For those who wish to take this further, we plan to create a series of videos for wider consumption.


Content

This very much depends on the intended audience, which might be a diverse academic group like IAS, specialists, a recruitment panel, children, or the general public. 

  1. If you are presenting research content, then limit yourself to one idea or concept if possible; you can always make more than one video. Keep to a maximum (not a target) of 3 min.  
  2. Tell a story. Make them care right from the start. How does it relate to the lives of the audience members? What is the purpose, for the audience, of watching your video? Who benefits from your work? Perhaps fix a misconception. Some audiences have great interest in stories that describe your journey and lived experience as a researcher, rather than any great interest in the research content. Include things about you. 
  3. Remember that you’re not explaining how smart you are, but persuading someone to give you their interest or thoughts, their time, their resources, or perhaps even a job. 
  4. Take care with jargon: avoid abbreviations and specialist technical terms, or words that are not in common use or have different meanings in other communities e.g. accurate, discourse, problematize, drug, exploit etc. 
  5. Leave them wanting more detail, and don’t feel you need to include all your thinking. If in feedback people suggest ideas that you already had or things you already worked on, be happy that you inspired this. 
  6. Be natural, and passionate if that is a natural state for you. Consider being suitably provocative so as to surprise and engage your audience.  
  7. Take on feedback and don’t be defensive. The reason why someone is being critical is hopefully because they care at some level, which means at least that you got points 2-5 right. 

Format

  • Do not worry about high quality of video or sound, unless you want to. Content and style are more important. By participating you will get the chance to develop and get feedback on your technical skills so don’t be put off if creating video content is completely new to you. Record in landscape.
  • A talking head format[i] is easy to do with a mobile phone or PC. Consider acquiring video editing software[ii]so that you can trim, cut to still images or other video etc., but this is not a requirement.
  • In a PowerPoint presentation with voiceover[iii] you could use a series of images that encapsulates an area of your research and to which you can refer.
  • Feel free to use any other techniques, such as animation e.g. videoscribe.

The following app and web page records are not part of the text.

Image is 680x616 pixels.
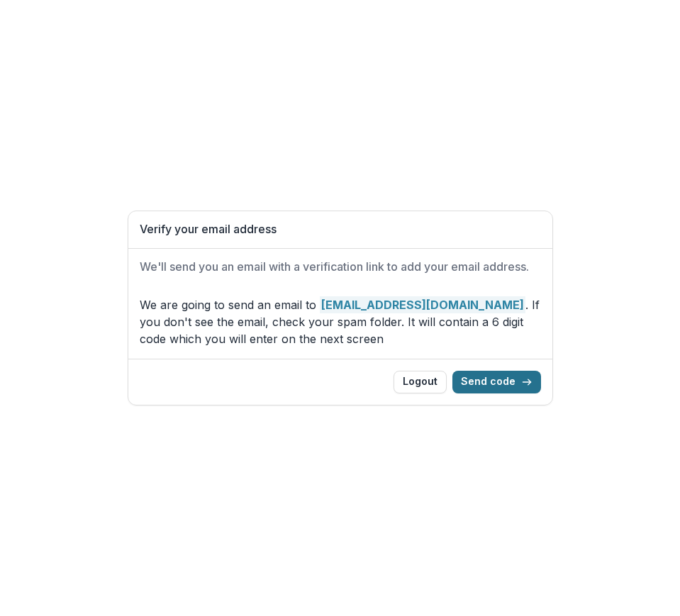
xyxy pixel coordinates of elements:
strong: [EMAIL_ADDRESS][DOMAIN_NAME] [320,296,525,313]
h1: Verify your email address [140,222,541,236]
h2: We'll send you an email with a verification link to add your email address. [140,260,541,274]
p: We are going to send an email to . If you don't see the email, check your spam folder. It will co... [140,296,541,348]
button: Send code [453,371,541,394]
button: Logout [394,371,447,394]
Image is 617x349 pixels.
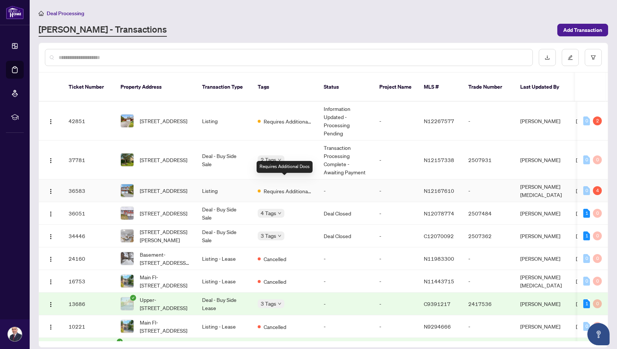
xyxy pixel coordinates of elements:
div: 0 [593,209,602,218]
div: 0 [583,186,590,195]
span: 3 Tags [261,231,276,240]
span: [STREET_ADDRESS] [140,186,187,195]
img: Logo [48,119,54,125]
td: 34446 [63,225,115,247]
td: 36051 [63,202,115,225]
span: Deal Processing [47,10,84,17]
td: [PERSON_NAME] [514,247,570,270]
span: C9391217 [424,300,450,307]
td: - [318,270,373,292]
span: Main Fl-[STREET_ADDRESS] [140,318,190,334]
span: download [544,55,550,60]
span: [DATE] [576,210,592,216]
th: Last Updated By [514,73,570,102]
div: 2 [593,116,602,125]
img: Logo [48,158,54,163]
div: 0 [583,116,590,125]
span: Cancelled [264,255,286,263]
td: Deal - Buy Side Sale [196,140,252,179]
img: thumbnail-img [121,252,133,265]
td: - [462,179,514,202]
div: 1 [583,209,590,218]
span: [STREET_ADDRESS] [140,156,187,164]
td: Listing - Lease [196,247,252,270]
span: Basement-[STREET_ADDRESS][PERSON_NAME] [140,250,190,266]
td: Listing - Lease [196,315,252,338]
a: [PERSON_NAME] - Transactions [39,23,167,37]
div: 0 [593,254,602,263]
span: check-circle [130,295,136,301]
td: Deal Closed [318,225,373,247]
span: down [278,211,281,215]
td: - [373,102,418,140]
span: Requires Additional Docs [264,187,312,195]
span: check-circle [117,338,123,344]
td: [PERSON_NAME] [514,315,570,338]
td: - [318,247,373,270]
span: N12078774 [424,210,454,216]
td: - [318,292,373,315]
td: - [373,179,418,202]
button: Logo [45,252,57,264]
span: Main Fl-[STREET_ADDRESS] [140,273,190,289]
td: 16753 [63,270,115,292]
div: 0 [593,299,602,308]
div: 0 [583,277,590,285]
img: Logo [48,211,54,217]
span: edit [567,55,573,60]
img: thumbnail-img [121,275,133,287]
button: Logo [45,115,57,127]
img: Logo [48,301,54,307]
span: C12070092 [424,232,454,239]
img: Logo [48,279,54,285]
button: Logo [45,275,57,287]
span: Requires Additional Docs [264,117,312,125]
button: Open asap [587,323,609,345]
img: Profile Icon [8,327,22,341]
img: thumbnail-img [121,320,133,332]
span: [DATE] [576,187,592,194]
th: Trade Number [462,73,514,102]
td: 13686 [63,292,115,315]
img: Logo [48,324,54,330]
td: - [373,140,418,179]
div: 4 [593,186,602,195]
button: Logo [45,298,57,309]
span: down [278,234,281,238]
span: [DATE] [576,255,592,262]
span: down [278,302,281,305]
span: [DATE] [576,232,592,239]
td: 2417536 [462,292,514,315]
span: N12167610 [424,187,454,194]
button: download [539,49,556,66]
img: thumbnail-img [121,115,133,127]
td: - [373,202,418,225]
td: 2507931 [462,140,514,179]
td: [PERSON_NAME] [514,102,570,140]
td: [PERSON_NAME] [514,225,570,247]
td: 37781 [63,140,115,179]
td: - [373,292,418,315]
div: 0 [593,322,602,331]
button: filter [585,49,602,66]
button: Logo [45,320,57,332]
div: 1 [583,299,590,308]
span: [DATE] [576,117,592,124]
td: Listing [196,179,252,202]
th: Ticket Number [63,73,115,102]
td: Transaction Processing Complete - Awaiting Payment [318,140,373,179]
td: 24160 [63,247,115,270]
td: - [462,247,514,270]
span: Add Transaction [563,24,602,36]
img: Logo [48,234,54,239]
td: Information Updated - Processing Pending [318,102,373,140]
th: Transaction Type [196,73,252,102]
img: logo [6,6,24,19]
td: 36583 [63,179,115,202]
img: thumbnail-img [121,297,133,310]
img: thumbnail-img [121,229,133,242]
span: N11443715 [424,278,454,284]
span: Cancelled [264,322,286,331]
th: MLS # [418,73,462,102]
td: 42851 [63,102,115,140]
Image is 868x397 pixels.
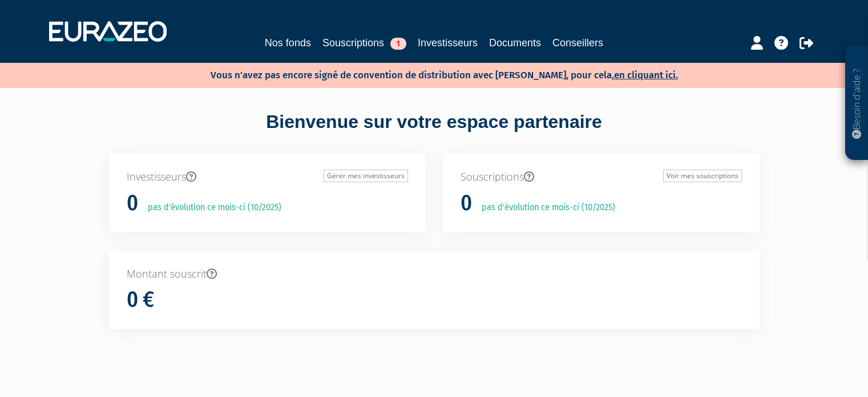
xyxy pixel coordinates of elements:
[461,191,472,215] h1: 0
[418,35,478,51] a: Investisseurs
[553,35,603,51] a: Conseillers
[127,191,138,215] h1: 0
[614,69,678,81] a: en cliquant ici.
[323,35,407,51] a: Souscriptions1
[663,169,742,182] a: Voir mes souscriptions
[177,65,678,82] p: Vous n'avez pas encore signé de convention de distribution avec [PERSON_NAME], pour cela,
[127,266,742,282] p: Montant souscrit
[489,35,541,51] a: Documents
[49,21,167,42] img: 1732889491-logotype_eurazeo_blanc_rvb.png
[127,288,154,311] h1: 0 €
[850,52,864,155] p: Besoin d'aide ?
[101,109,768,153] div: Bienvenue sur votre espace partenaire
[265,35,311,51] a: Nos fonds
[390,38,407,50] span: 1
[474,201,616,214] p: pas d'évolution ce mois-ci (10/2025)
[127,169,408,185] p: Investisseurs
[461,169,742,185] p: Souscriptions
[323,169,408,182] a: Gérer mes investisseurs
[140,201,282,214] p: pas d'évolution ce mois-ci (10/2025)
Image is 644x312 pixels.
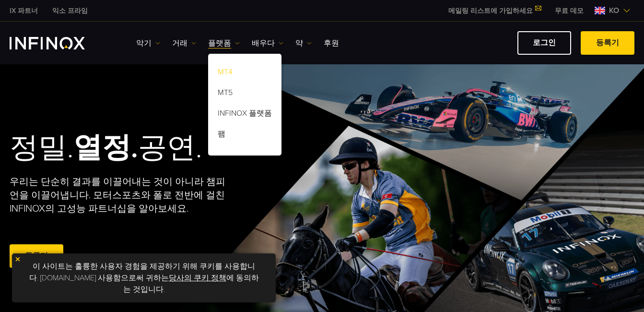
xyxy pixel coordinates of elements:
[208,37,231,49] font: 플랫폼
[10,37,107,50] a: INFINOX 로고
[208,105,281,125] a: INFINOX 플랫폼
[295,37,312,49] a: 약
[2,6,45,16] a: 인피녹스
[547,6,590,16] a: 인피녹스 메뉴
[252,37,283,49] a: 배우다
[45,6,95,16] a: 인피녹스
[136,37,160,49] a: 악기
[441,7,547,15] a: 메일링 리스트에 가입하세요
[172,37,188,49] font: 거래
[323,37,339,49] a: 후원
[252,37,275,49] font: 배우다
[169,273,227,283] a: 당사의 쿠키 정책
[10,175,235,215] p: 우리는 단순히 결과를 이끌어내는 것이 아니라 챔피언을 이끌어냅니다. 모터스포츠와 폴로 전반에 걸친 INFINOX의 고성능 파트너십을 알아보세요.
[208,84,281,105] a: MT5
[10,130,290,165] h2: 정밀. 공연.
[517,31,571,55] a: 로그인
[295,37,303,49] font: 약
[10,245,64,268] a: 등록기
[25,251,48,260] font: 등록기
[15,255,21,262] img: 노란색 닫기 아이콘
[73,130,138,165] strong: 열정.
[136,37,151,49] font: 악기
[29,261,259,294] font: 이 사이트는 훌륭한 사용자 경험을 제공하기 위해 쿠키를 사용합니다. [DOMAIN_NAME] 사용함으로써 귀하는 에 동의하는 것입니다.
[208,37,239,49] a: 플랫폼
[172,37,196,49] a: 거래
[596,38,619,48] font: 등록기
[605,5,623,17] span: KO
[208,64,281,84] a: MT4
[580,31,634,55] a: 등록기
[449,7,533,15] font: 메일링 리스트에 가입하세요
[208,125,281,146] a: 팸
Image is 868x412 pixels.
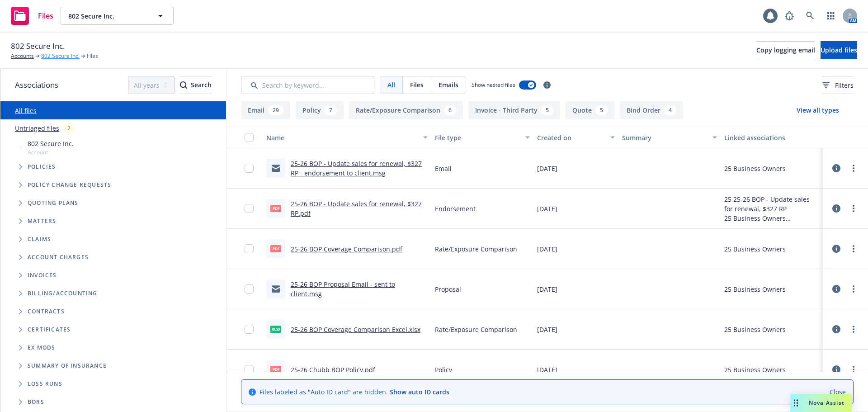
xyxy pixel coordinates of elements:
span: Files [38,12,54,19]
div: Summary [622,133,708,142]
a: 25-26 BOP - Update sales for renewal, $327 RP - endorsement to client.msg [291,160,422,177]
span: Nova Assist [809,398,844,407]
input: Toggle Row Selected [244,284,253,294]
div: 2 [63,123,75,133]
span: Filters [835,80,853,90]
div: Tree Example [0,137,226,284]
a: 25-26 BOP Proposal Email - sent to client.msg [291,280,395,298]
span: Proposal [435,284,461,294]
button: File type [431,127,533,149]
div: 25 Business Owners [724,213,819,222]
a: 25-26 BOP Coverage Comparison Excel.xlsx [291,325,420,334]
button: Policy [295,101,344,119]
div: Search [180,77,212,94]
a: 25-26 BOP Coverage Comparison.pdf [291,244,402,253]
span: xlsx [271,325,281,332]
input: Select all [244,133,253,142]
span: Invoices [27,273,57,278]
button: Summary [618,127,720,149]
svg: Search [180,81,187,88]
span: Summary of insurance [27,363,107,368]
span: [DATE] [537,244,557,253]
a: Search [801,6,819,25]
a: Show auto ID cards [389,387,450,396]
div: 5 [595,106,607,115]
input: Search by keyword... [241,76,375,94]
a: Accounts [11,52,34,60]
span: Files [87,52,98,60]
button: Rate/Exposure Comparison [349,101,463,119]
div: 25 Business Owners [724,365,786,375]
button: Email [241,101,290,119]
a: 25-26 Chubb BOP Policy.pdf [291,366,376,374]
span: [DATE] [537,204,557,213]
span: pdf [271,205,281,211]
span: Files labeled as "Auto ID card" are hidden. [260,386,450,397]
span: Copy logging email [757,46,815,55]
div: 6 [444,106,456,115]
span: Matters [27,219,56,223]
span: 802 Secure Inc. [27,139,74,149]
div: Folder Tree Example [0,284,226,411]
button: Linked associations [720,127,822,149]
a: 25-26 BOP - Update sales for renewal, $327 RP.pdf [291,200,422,218]
a: Untriaged files [15,123,59,133]
span: [DATE] [537,365,557,375]
button: 802 Secure Inc. [60,6,173,25]
input: Toggle Row Selected [244,324,253,334]
span: Ex Mods [27,345,55,350]
button: SearchSearch [180,76,212,94]
button: Nova Assist [790,394,852,412]
span: Rate/Exposure Comparison [435,244,517,253]
a: Report a Bug [780,6,799,25]
button: Quote [565,101,615,119]
div: 5 [542,106,553,115]
span: Billing/Accounting [27,291,98,296]
a: 802 Secure Inc. [41,52,79,60]
span: All [388,80,395,89]
a: All files [15,107,36,115]
span: Rate/Exposure Comparison [435,324,517,334]
span: Certificates [27,327,70,332]
input: Toggle Row Selected [244,365,253,374]
input: Toggle Row Selected [244,244,253,253]
div: Drag to move [790,394,801,412]
input: Toggle Row Selected [244,204,253,213]
span: Account charges [27,254,88,260]
span: Account [27,149,74,156]
a: more [848,203,859,214]
span: Email [435,164,451,173]
div: 29 [268,106,284,115]
span: Claims [27,236,51,242]
div: 4 [664,106,677,115]
div: 25 25-26 BOP - Update sales for renewal, $327 RP [724,194,819,213]
button: Filters [822,76,853,94]
span: 802 Secure Inc. [68,11,147,21]
button: Invoice - Third Party [469,101,560,119]
div: 25 Business Owners [724,164,786,173]
a: Close [830,386,846,397]
a: Files [7,3,57,28]
button: Bind Order [620,101,683,119]
span: Endorsement [435,204,476,213]
div: File type [435,133,520,142]
span: [DATE] [537,284,557,294]
span: [DATE] [537,324,557,334]
div: Name [266,133,418,142]
div: 25 Business Owners [724,244,786,253]
a: more [848,364,859,375]
span: Filters [822,80,853,90]
span: Show nested files [471,81,515,88]
span: Associations [15,79,58,91]
a: more [848,163,859,173]
span: BORs [27,399,45,405]
span: Files [410,80,424,89]
a: more [848,283,859,294]
a: more [848,243,859,254]
span: Policy change requests [27,182,111,188]
button: Upload files [821,41,857,59]
span: Policies [27,164,56,170]
span: pdf [271,366,281,373]
span: Quoting plans [27,201,78,206]
span: Loss Runs [27,381,62,386]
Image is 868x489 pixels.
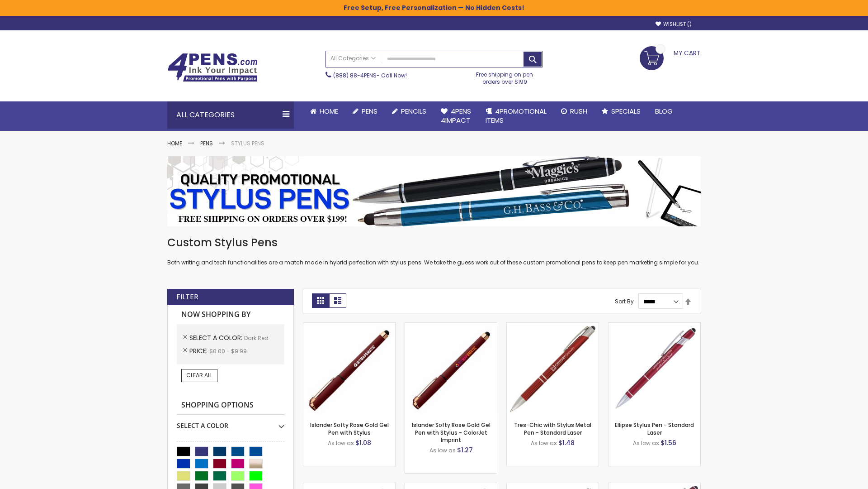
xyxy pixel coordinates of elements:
[168,101,294,129] div: All Categories
[176,305,284,324] strong: Now Shopping by
[190,346,209,355] span: Price
[486,106,547,125] span: 4PROMOTIONAL ITEMS
[609,322,700,330] a: Ellipse Stylus Pen - Standard Laser-Dark Red
[190,333,244,342] span: Select A Color
[333,72,377,79] a: (888) 88-4PENS
[181,369,218,382] a: Clear All
[661,438,677,447] span: $1.56
[412,421,490,443] a: Islander Softy Rose Gold Gel Pen with Stylus - ColorJet Imprint
[507,322,599,330] a: Tres-Chic with Stylus Metal Pen - Standard Laser-Dark Red
[176,292,199,302] strong: Filter
[176,414,284,430] div: Select A Color
[303,323,395,414] img: Islander Softy Rose Gold Gel Pen with Stylus-Dark Red
[401,106,426,116] span: Pencils
[434,101,478,131] a: 4Pens4impact
[633,439,659,447] span: As low as
[554,101,594,121] a: Rush
[615,298,634,305] label: Sort By
[168,235,700,250] h1: Custom Stylus Pens
[200,140,213,147] a: Pens
[312,293,329,308] strong: Grid
[328,439,354,447] span: As low as
[320,106,338,116] span: Home
[467,67,543,86] div: Free shipping on pen orders over $199
[330,55,376,62] span: All Categories
[355,438,371,447] span: $1.08
[655,21,692,27] a: Wishlist
[507,323,599,414] img: Tres-Chic with Stylus Metal Pen - Standard Laser-Dark Red
[168,235,700,267] div: Both writing and tech functionalities are a match made in hybrid perfection with stylus pens. We ...
[303,101,345,121] a: Home
[405,323,497,414] img: Islander Softy Rose Gold Gel Pen with Stylus - ColorJet Imprint-Dark Red
[648,101,680,121] a: Blog
[303,322,395,330] a: Islander Softy Rose Gold Gel Pen with Stylus-Dark Red
[457,445,473,454] span: $1.27
[326,51,380,66] a: All Categories
[385,101,434,121] a: Pencils
[615,421,695,436] a: Ellipse Stylus Pen - Standard Laser
[571,106,587,116] span: Rush
[176,396,284,415] strong: Shopping Options
[362,106,378,116] span: Pens
[345,101,385,121] a: Pens
[231,140,265,147] strong: Stylus Pens
[209,347,247,355] span: $0.00 - $9.99
[430,446,456,454] span: As low as
[612,106,641,116] span: Specials
[186,371,213,379] span: Clear All
[609,323,700,414] img: Ellipse Stylus Pen - Standard Laser-Dark Red
[478,101,554,131] a: 4PROMOTIONALITEMS
[531,439,557,447] span: As low as
[514,421,591,436] a: Tres-Chic with Stylus Metal Pen - Standard Laser
[655,106,672,116] span: Blog
[168,53,258,82] img: 4Pens Custom Pens and Promotional Products
[244,334,269,342] span: Dark Red
[168,140,182,147] a: Home
[333,72,407,79] span: - Call Now!
[310,421,389,436] a: Islander Softy Rose Gold Gel Pen with Stylus
[168,156,700,227] img: Stylus Pens
[405,322,497,330] a: Islander Softy Rose Gold Gel Pen with Stylus - ColorJet Imprint-Dark Red
[558,438,575,447] span: $1.48
[441,106,471,125] span: 4Pens 4impact
[594,101,648,121] a: Specials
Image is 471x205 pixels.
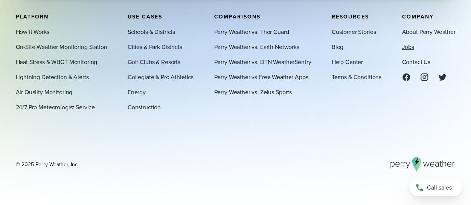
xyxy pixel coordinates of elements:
[214,42,299,51] a: Perry Weather vs. Earth Networks
[332,57,363,66] a: Help Center
[128,87,146,96] a: Energy
[332,72,381,81] a: Terms & Conditions
[128,12,162,20] span: Use Cases
[16,102,95,111] a: 24/7 Pro Meteorologist Service
[16,72,89,81] a: Lightning Detection & Alerts
[128,72,193,81] a: Collegiate & Pro Athletics
[214,72,308,81] a: Perry Weather vs Free Weather Apps
[128,27,175,36] a: Schools & Districts
[409,179,462,196] a: Call sales
[128,57,180,66] a: Golf Clubs & Resorts
[16,12,49,20] span: Platform
[402,57,430,66] a: Contact Us
[16,87,73,96] a: Air Quality Monitoring
[402,27,455,36] a: About Perry Weather
[332,12,369,20] span: Resources
[402,42,414,51] a: Jobs
[214,87,292,96] a: Perry Weather vs. Zelus Sports
[402,12,433,20] span: Company
[16,57,97,66] a: Heat Stress & WBGT Monitoring
[214,12,260,20] span: Comparisons
[128,102,161,111] a: Construction
[16,160,79,168] div: © 2025 Perry Weather, Inc.
[427,183,452,192] span: Call sales
[332,42,343,51] a: Blog
[332,27,376,36] a: Customer Stories
[214,57,311,66] a: Perry Weather vs. DTN WeatherSentry
[214,27,289,36] a: Perry Weather vs. Thor Guard
[16,42,107,51] a: On-Site Weather Monitoring Station
[16,27,49,36] a: How It Works
[128,42,182,51] a: Cities & Park Districts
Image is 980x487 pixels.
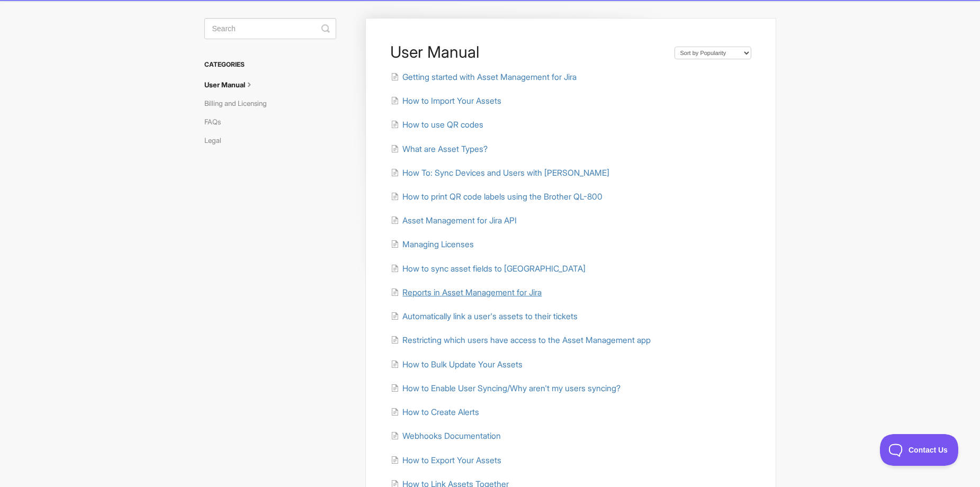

Sharing, Feedback and Competition 

  • Please upload and share your video pitch to the Accolade channel on the Postdoc Teams space by no later than Friday 19th June 2020
  • Also upload a single image (without copyright restrictions) along with 150 word (max) text, which may be included with your profile in the Annual Report and on the IAS website.
  • Stewart O’Reilly from gradtrain and notsobigfilms, will review every video submitted and provide individuals with feedback on their work.
  • We also invite fellows to provide feedback and comment on films within the Team space
  • Prizes will be presented at the end of term with the winners chosen on the basis of feedback or votes from Stewart and the IAS Community.

[i] The presenter addresses the camera and is viewed in close-up.

[ii] Some may already be installed on your pc/mac such as iMovie. Otherwise, some totally unlicensed suggestions of free software: hitfilm express (pc/mac), VSDC (pc), Davinci Resolve (pc/mac – amazingly good but perhaps not for beginner).